This Snowden Profile Is Really About The NSA

by Dish Staff

James Bamford’s lengthy new profile of Edward Snowden, based on a series of in-person interviews in Moscow, purports to be a look at the leaker’s motivations but will more likely be remembered for its two new revelations about the NSA’s cyber-espionage activities. The first is that a cock-up at the NSA was responsible for the nationwide Internet outage Syria experienced in late 2012, not the Syrian government as everyone thought at the time:

One day an intelligence officer told him that TAO—a division of NSA hackers—had attempted in 2012 to remotely install an exploit in one of the core routers at a major Internet service provider in Syria, which was in the midst of a prolonged civil war. This would have given the NSA access to email and other Internet traffic from much of the country. But something went wrong, and the router was bricked instead—rendered totally inoperable. The failure of this router caused Syria to suddenly lose all connection to the Internet—although the public didn’t know that the US government was responsible.

The bigger scoop, however, is about a program codenamed MonsterMind, with which the NSA is trying to automate the process of detecting, defeating, and striking back against cyberattacks:

The program, disclosed here for the first time, would automate the process of hunting for the beginnings of a foreign cyberattack. Software would constantly be on the lookout for traffic patterns indicating known or suspected attacks. When it detected an attack, MonsterMind would automatically block it from entering the country—a “kill” in cyber terminology. Programs like this had existed for decades, but MonsterMind software would add a unique new capability:

Instead of simply detecting and killing the malware at the point of entry, MonsterMind would automatically fire back, with no human involvement. That’s a problem, Snowden says, because the initial attacks are often routed through computers in innocent third countries. “These attacks can be spoofed,” he says. “You could have someone sitting in China, for example, making it appear that one of these attacks is originating in Russia. And then we end up shooting back at a Russian hospital. What happens next?”

Yishai Schwartz pans the profile, which he says “reads like a release from a Snowden PR press office”, and Bamford’s “bewildering reluctance to ask any challenging questions at all”:

Bamford never asks why Snowden acceptedand even pursueda series of high-level jobs in signals intelligence despite his misgivings. Bamford never pushes Snowden to face the moral complexity of his choices. And he never asks Snowden to explain whether it was responsible of him to release troves of information that not even he himself had seen. Most remarkably, Bamford seems unwilling to push Snowden on even his most outlandish claims, like Snowden’s insistence that he tried “to leave a trail of digital bread crumbs” so that his colleagues could determine what he had taken, prepare for future leaks, and mitigate damage. Alas, Snowden explains to a sympathetic Bamford, the NSA was simply too incompetent to decipher his clues. …

Now, national security isn’t quite Grimm’s Fairy Tales, nor is it a Dan Brown novel, so perhaps it might have made sense for Bamford to ask why Snowden chose this particular method for helping out his old colleagues at the NSA. And although Bamford is clearly enamored with Snowden’s brilliance (virtually the only family quotation about Snowden that Bamford thought worthy of inclusion was Snowden’s father’s proud mention of his son’s high IQ scores), it’s doubtful that Snowden’s attempts at helping were simply too clever for the combined powers of the American intelligence agencies. But again, Bamford doesn’t see fit to ask.

The piece reinforced Dreher’s sympathy for Snowden, though he acknowledges the moral dilemmas that Bamford largely elides:

If I had been in Snowden’s shoes, I might have done the same thing, out of fidelity to the moral law. As Augustine said, an immoral law is no law at all. At the same time, it is perfectly clear that a government riddled with even a thousand Snowdens, who believe they have the right to determine which of the government’s secrets to make public, could not function. Snowden may have had a clear moral mandate to become a whistleblower, but what about someone whose motives weren’t as pure as Snowden’s seem to have been? Where do you draw the line? In the case of the church, or Wall Street, I would cheer for any whistleblower who broke his (assumed) pledge of loyalty to expose grave injustice or serious wrongdoing. But national security is a more serious matter, and not one to be taken lightly. This is what troubles me about the Snowden case, even though my sympathies definitely lie with him.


### PROBLEM STATEMENT
Give back every entry exactly; drop the pictures.

Stored data entries:
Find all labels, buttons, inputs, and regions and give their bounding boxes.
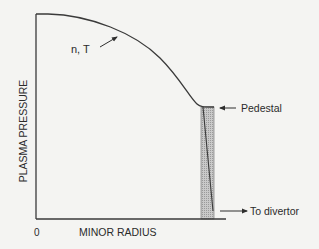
pressure-profile-diagram: n, T Pedestal To divertor 0 MINOR RADIUS…: [0, 0, 319, 249]
divertor-label: To divertor: [250, 205, 300, 217]
origin-label: 0: [34, 227, 40, 238]
pedestal-label: Pedestal: [241, 102, 282, 114]
pressure-curve: [36, 14, 214, 107]
profile-label: n, T: [71, 43, 90, 55]
profile-arrow-icon: [100, 37, 117, 47]
y-axis-label: PLASMA PRESSURE: [17, 80, 29, 183]
x-axis-label: MINOR RADIUS: [79, 226, 157, 238]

### RESULT OF THIS TASK
Find all labels, buttons, inputs, and regions and give their bounding boxes.
pressure-profile-diagram: n, T Pedestal To divertor 0 MINOR RADIUS…: [0, 0, 319, 249]
divertor-label: To divertor: [250, 205, 300, 217]
origin-label: 0: [34, 227, 40, 238]
pedestal-label: Pedestal: [241, 102, 282, 114]
pressure-curve: [36, 14, 214, 107]
profile-label: n, T: [71, 43, 90, 55]
profile-arrow-icon: [100, 37, 117, 47]
y-axis-label: PLASMA PRESSURE: [17, 80, 29, 183]
x-axis-label: MINOR RADIUS: [79, 226, 157, 238]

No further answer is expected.